Seems to me that the game is working as intended then.

The whole point of having an Open Game is so that other companies can make the rules that WotC chooses not to. So we don't NEED WotC to create rules for Large PCs when other companies have already made those rules for us instead. If Arcadia has rules for Tiny and Large PCs... then use 'em! That's what they're there for!

What is this issue so many people have about using products that don't have the WotC logo on the front? Why does that bug people so much? And don't any of (general) you tell me it's "Oh, well it's because we know the rules have been fully tested if WotC produced them!" Baloney! I can't go three threads down these boards without people complaining about the rules WotC have made or are offering up, saying they stink or are unbalanced or don't work. So no... no one can sit here with a straight face and claim on the one hand that WotC's rules suck, while on the other say they can't use 3rd Party rules for stuff they want, they need WotC to make them to make sure they've been playtested effectively.

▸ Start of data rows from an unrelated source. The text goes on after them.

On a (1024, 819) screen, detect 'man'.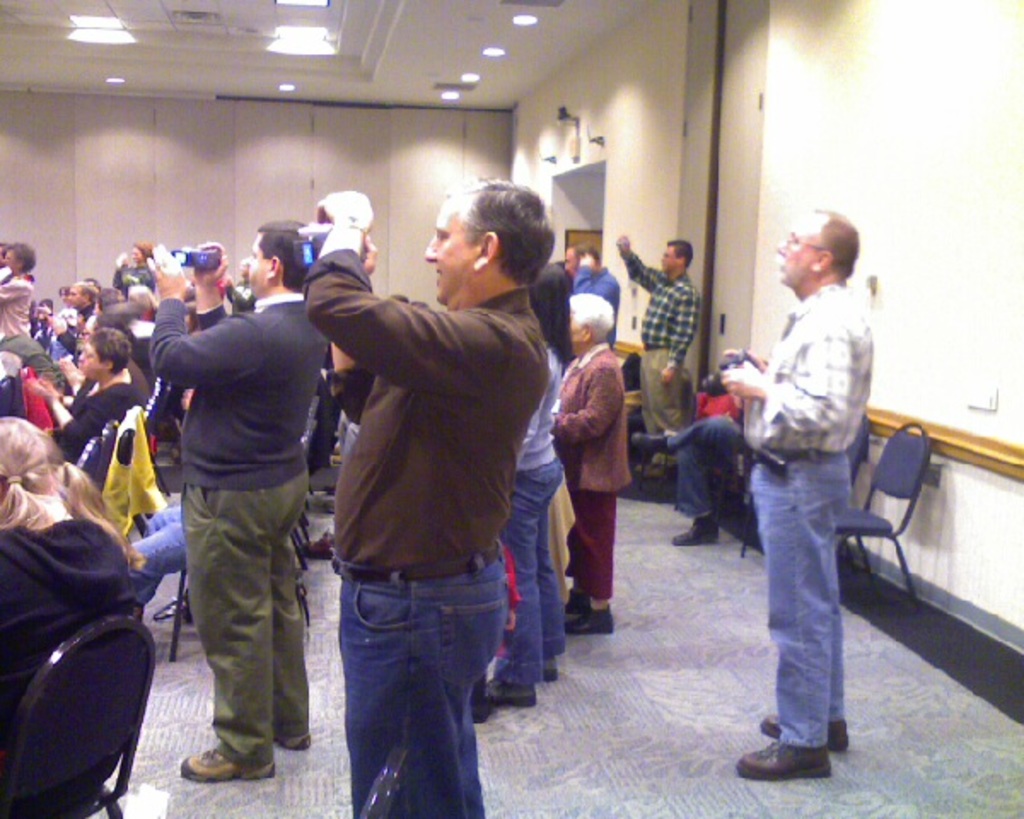
618,232,698,478.
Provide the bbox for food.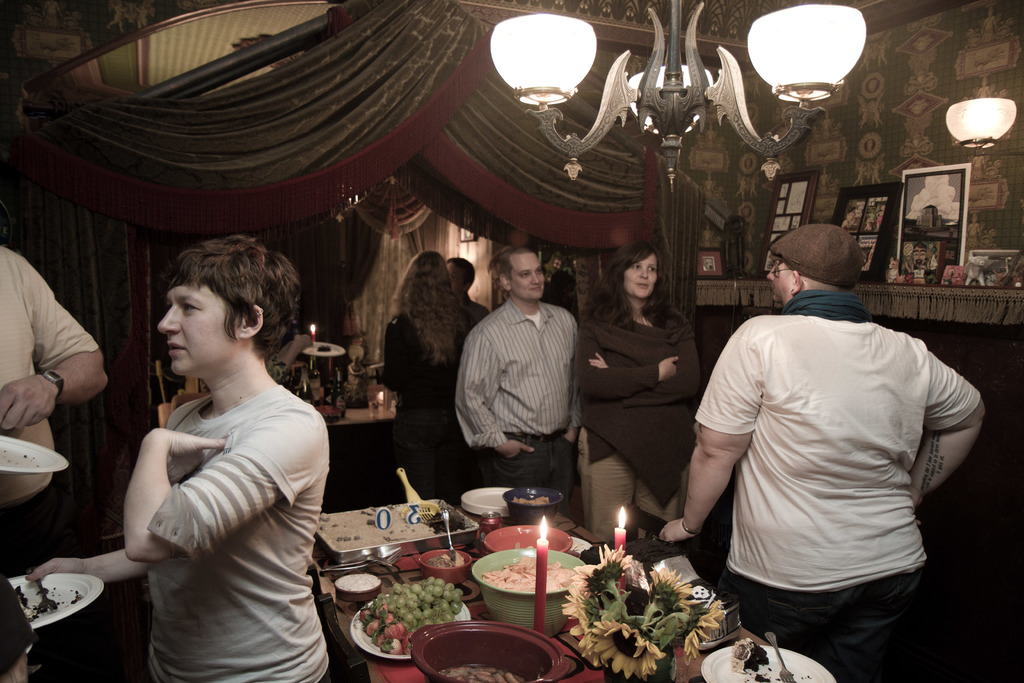
{"x1": 336, "y1": 573, "x2": 380, "y2": 591}.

WotC does not... and quite frankly cannot and should not... produce rules for every single facet of the game. Especially if those rules are going to require massive amounts of jerry-rigging to the base rules to get them into even a semblance of workability and balance (like trying to incorporate the Large PC option into the game that doesn't overshadow every other PC.) That's what all the other companies making 5E products are there for-- to pick up the mantles that WotC leave for them. Do them the courtesy of not dismissing them out of hand because it's not like you were going to like what WotC made anyways were they to do it.